By David Eggert
Associated Press
LANSING, Mich. (AP) — Michigan candidates will have 17 additional days to collect voter signatures to qualify for the ballot because of the state’s order to stay home during the coronavirus pandemic, a federal judge ruled Monday, the eve of the filing deadline.
The decision by U.S. District Judge Terrence Berg was a reprieve for Eric Esshaki, a Republican running for a Detroit-area congressional seat. Local judicial candidates had joined the lawsuit against Gov. Gretchen Whitmer and state election officials, too.
Tuesday is the deadline under state law. The judge delayed it until May 8. He said candidates can collect half as many signatures as normal, and he ordered that they be able to gather them by email instead of requiring a physical signature.
Berg said Whitmer’s stay-at-home measure and the petition requirements “operate in tandem to impose a severe burden on plaintiff’s ability to seek elected office,” violating Esshaki’s constitutional rights. Esshaki said he had collected more than 700 of the 1,000 signatures needed by the time the order was issued, but he could not get the rest.
Messages seeking comment were left with Whitmer and with Secretary of State Jocelyn Benson. A spokesman for Benson said her office would comment later in the day.
The state had said Whitmer’s emergency declaration on March 10 “should have acted as a wake-up call” to Esshaki to “double down on signature collection efforts” before the stay-home order was issued March 23.

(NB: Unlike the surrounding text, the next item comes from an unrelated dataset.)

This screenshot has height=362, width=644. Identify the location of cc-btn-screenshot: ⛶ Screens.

“This argument both defies good sense and flies in the face of all other guidance that the state was offering to citizens at the time,” Berg said.

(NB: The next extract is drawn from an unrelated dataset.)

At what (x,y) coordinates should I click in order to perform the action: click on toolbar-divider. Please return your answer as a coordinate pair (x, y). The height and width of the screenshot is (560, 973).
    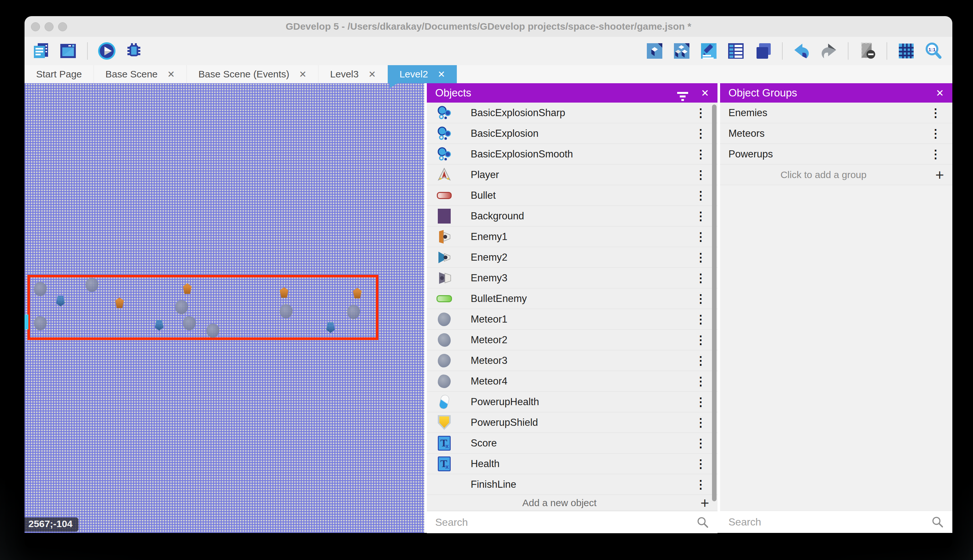
    Looking at the image, I should click on (887, 51).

The judge also rejected the state’s contention that candidates could use a mail-in campaign to gather signatures. He said it would cost them more money and be prohibitive during the virus outbreak.
Esshaki is seeking the GOP nomination in the 11th Congressional District, which Democrat Haley Stevens flipped from Republican control in 2018. Another GOP candidate, Whitney Williams, filed a brief opposing his request for an injunction.
Asked Friday why she had not extended the deadline, Whitmer said such deadlines are “critical in terms of keeping our elections on schedule. ... It’s really important that, especially in times of crisis, we protect these fundamentals that are truths of our democracy.”